Nanocatalysis inspired by Enzymatic Cofactors

Fig. 1 : UHV chamber equipped with standard sample preparation utilities and analysis instrumentation such as a low temperature scanning tunneling microscope, an Auger spectrometer, low energy electron optics and a quadrupole mass spectrometer.

Catalytic reactions are of crucial importance in everyday life. While industrial processes are mostly optimized at high temperatures and pressures, nature provides a variety of catalysts which work under ambient conditions. Inspired by such biological catalytic reactions, our goal is to understand their reaction pathways on an atomic level.

The ammonia synthesis in plants serves as a prominent example of nature efficiency and perfection of catalytic reactions. The active centre (enzymatic cofactor) for this reaction is a metal-sulfide cluster. Recent density functional calculations have shown that, adsorbed on these clusters, nitrogen molecules can be reduced in consecutive steps by protons and electrons from the cell environment without dissociation of the molecule itself.
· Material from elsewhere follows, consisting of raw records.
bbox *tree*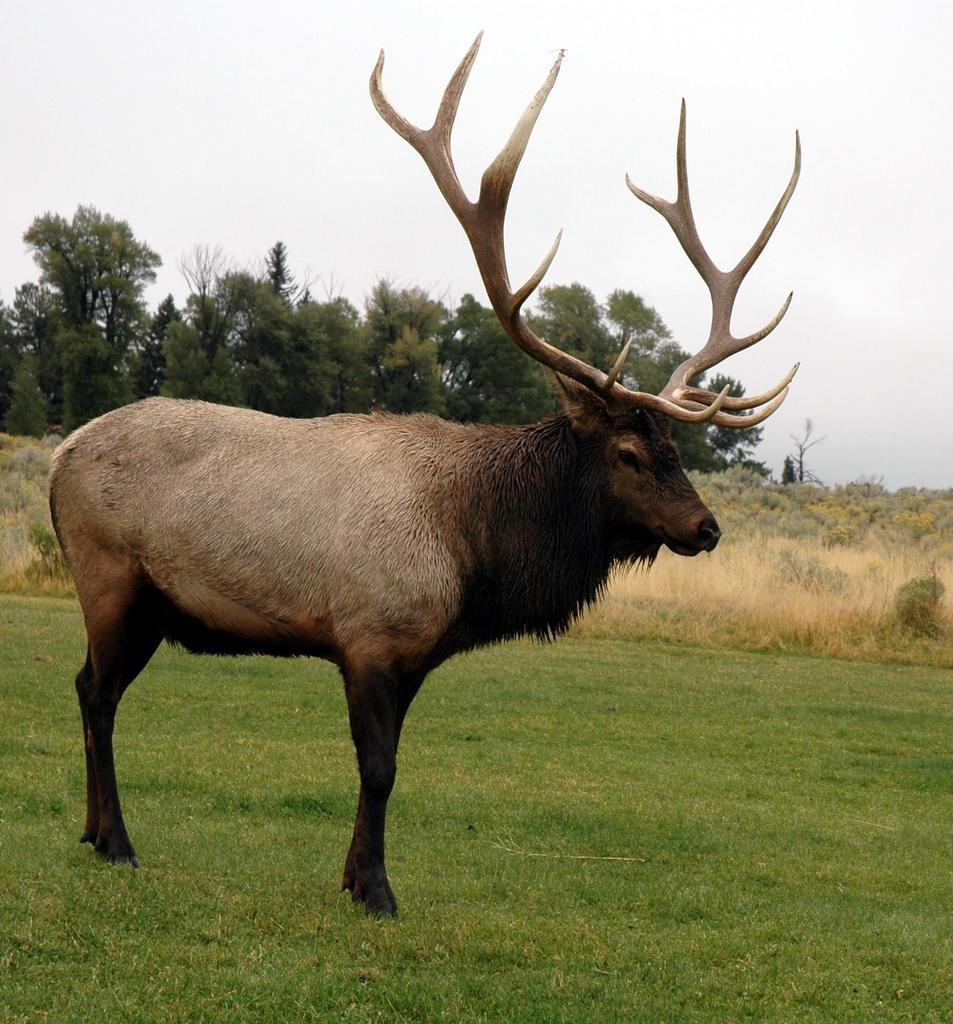
select_region(204, 262, 261, 332)
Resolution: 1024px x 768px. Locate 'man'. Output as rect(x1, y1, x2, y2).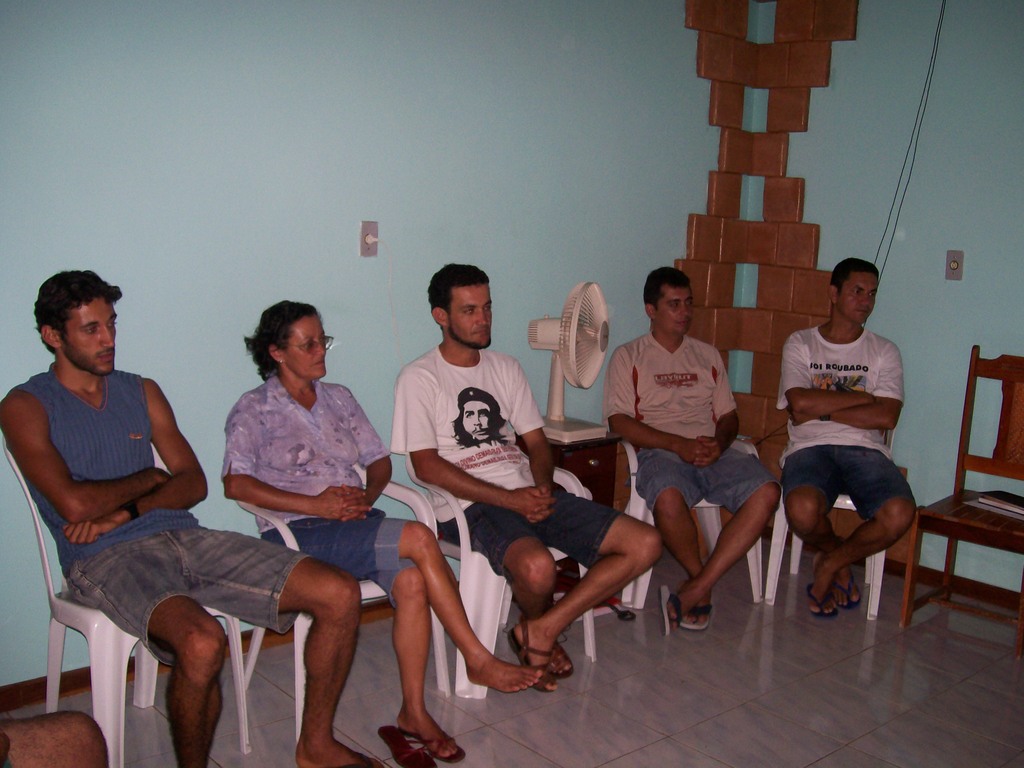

In order to experimentally study such reactions, we first have to create model catalysts which sufficiently resemble the catalytically active centres in the cells of the plants. Therefore, small metal clusters arranged on a superstructured oxide films yield a promising environment to investigate the catalytic process.

The templates structure will be characterized by low-energy electron diffraction (LEED), Auger electron spectroscopy (AES), and scanning tunnelling microscopy (STM). After adsorption of nitrogen and hydrogen bonding sites, binding energies and intermediate reaction products will be investigated by inelastic tunnelling spectroscopy and thermal desorption spectroscopy.